“Uyaphi sfebe! Hey wena, sfebe uyaphi? Sikhuluma nawe!” The words rang in my ear as I marched with the rest of the students who had gathered outside the Union Buildings. I turned around and he yelled again, “Ya vele, wena!”
I was so shocked because that came out of nowhere. I remember, at that moment, feeling like everyone was looking at me, the slut. I wondered what I had done to him, to warrant being called a slut. I literally couldn’t believe it.
I go to the car and cried my eyes out
I walked back to the car that I had arrived in with a few of my male colleagues and I started crying. When one of the boys asked what had happened, I just cried some more.
I cried not because I had just witnessed police being violent towards protesting students, but because of the raw emotion I saw on so many young people’s faces. I cried not because of their desperate pleas for better access to higher education. I cried because I got called a slut in the midst of all of it.
What hurts is that I wasn’t surprised to be slut-shamed at the protest
I couldn’t believe it. But at the same time, I could.
This is after all the same country where a woman was harassed at a taxi rank for daring to walk there in a mini-skirt.
This is the country where a young woman in Bredasdorp went out for a drink and did not make it home because someone decided that raping her and disemboweling her insides was a good idea.
This is the same country, where a woman was killed on Valentines Day only for him to spend a few months in jail.
This is a country where street harassment is so common that women hardly complain about it.
This is a country where some women have stopped reporting abuse and rape to the police because they have lost confidence in the justice system.
This is the same country with so many problems that I even feel guilty writing about how being slut-shamed at the protest made me feel.
Not even being “one of the boys” could protect me
Not one of the five male colleagues that I was with would’ve been able to protect me from the violence I experienced and continue to experience every day as a black woman living, working and even protesting in South Africa.
When my colleagues weren’t looking for a Pulitzer Prize worthy image, they did try to ensure that I was safe from teargas or a stray rubber bullet, by sticking by my side. But that still didn’t protect me from the violence of being called a slut.
I was so annoyed and exhausted by their constant show of masculine bravado and their empty “Are you okay?” that I didn’t have the energy to explain to them that I was just called a slut. Besides, I knew that if I said anything to one of them, my feelings would’ve been dismissed. I would’ve been told that I should stop being a feminist – that I shouldn’t overreact and that there are much bigger things to be offended by.
There’s a certain kind of harassment that only black women experience
As I was sitting in the car trying to make sense of my feelings, I thought back to the group of white girl protesters I saw earlier in the day.
They wore the cutest little shorts, strappy sandals and trendy sunnies, looking like they had stepped out of a fashion feature on “what to wear to the Rocking the Daisies festival”. I thought about how I envied them not only because they looked cool but because they could probably get away with wearing whatever they wanted without being shamed for it. I was wearing jeans and a t-shirt, not ideal in the Pretoria heat, but it was what I felt like wearing that morning.
It reminded me of something I overheard earlier on while marching. Someone said that Wits SRC president (elect) Nompendulo Mkatshwa was dressed like she was going to lunch with her girlfriends. I didn’t quite understand why her outfit had anything to do with her capabilities as a leader. I wondered whether the same thing would’ve been said had she been white.
It got me thinking of the misogynoir: when sexism and racism intersect and the black woman experiences a special breed of anti-black sexism.
I got called a slut at the protest, but I shouldn’t be at all surprised because it was just another day as a young black woman in a world that has 0% percent respect for your body.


Work required = In the data below, restate exactly the lines from the one with "Examine image for 'clothing'." to the final line, both included, but not the pictures.

Records supplied =
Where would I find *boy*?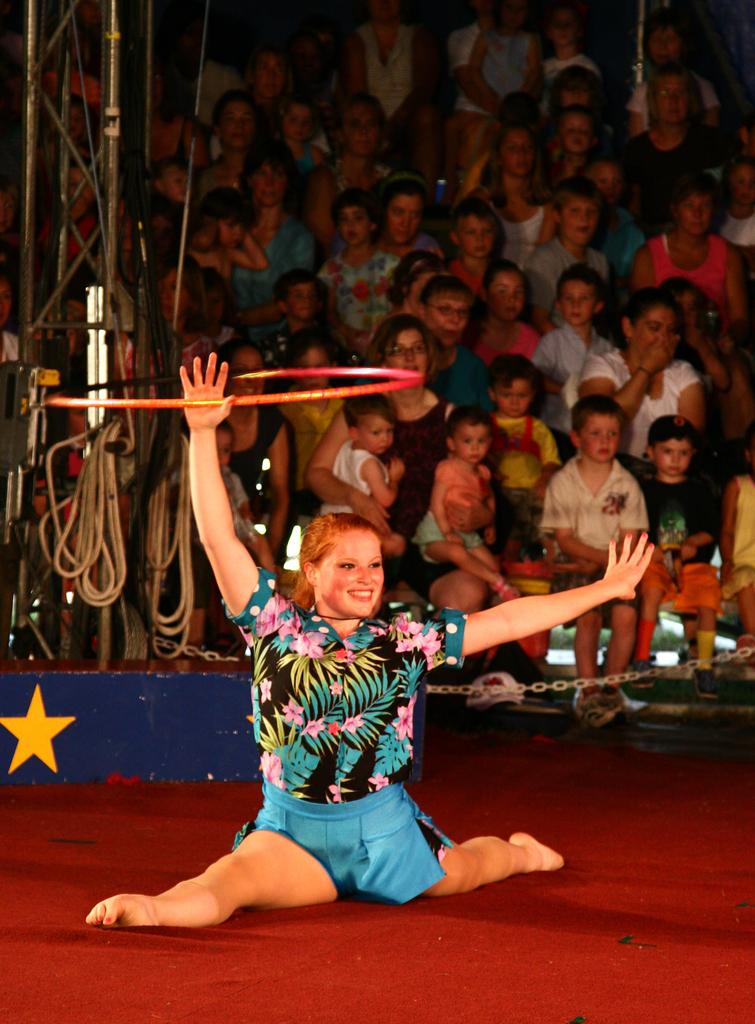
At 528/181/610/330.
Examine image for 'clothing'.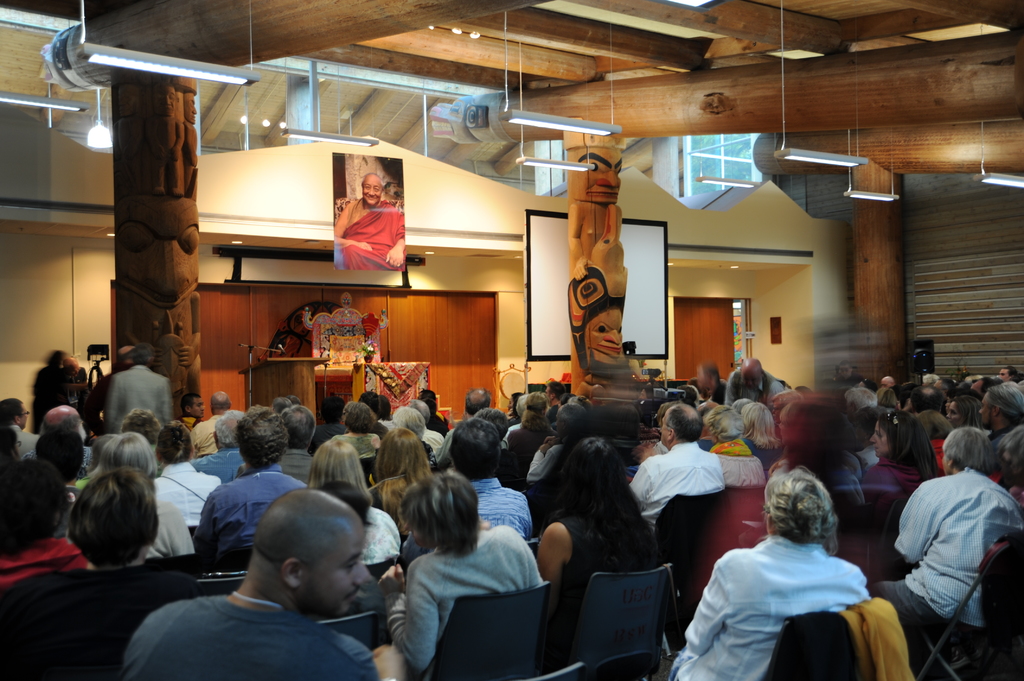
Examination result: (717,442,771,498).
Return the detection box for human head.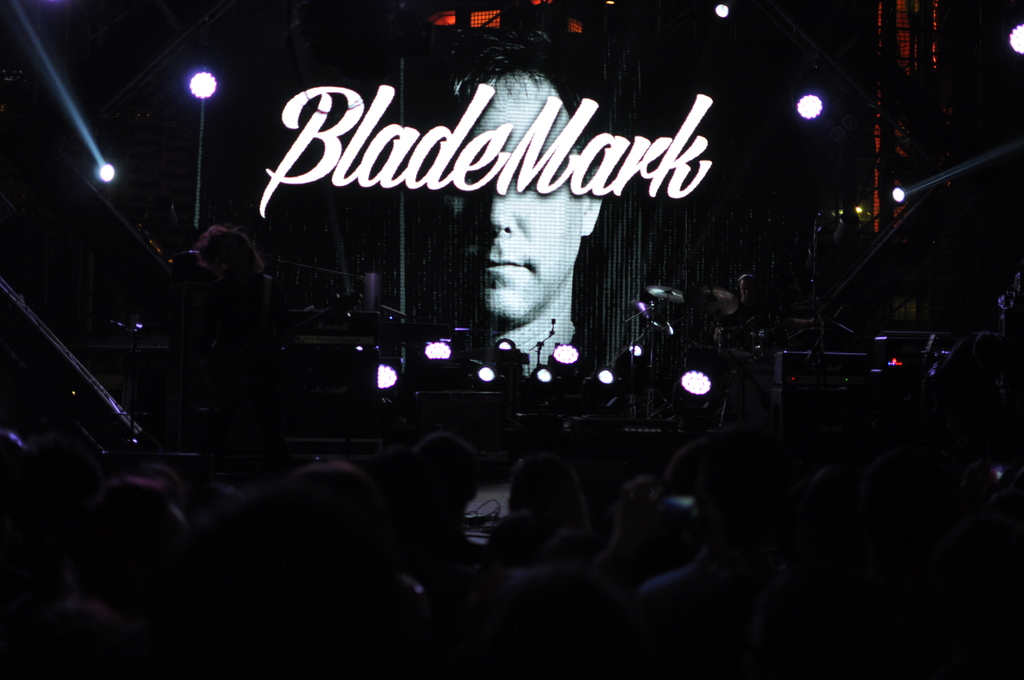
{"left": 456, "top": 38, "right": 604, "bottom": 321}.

Finished task =
Examine image for 'clothing'.
Examination result: (717,442,771,498).
Return the detection box for human head.
{"left": 456, "top": 38, "right": 604, "bottom": 321}.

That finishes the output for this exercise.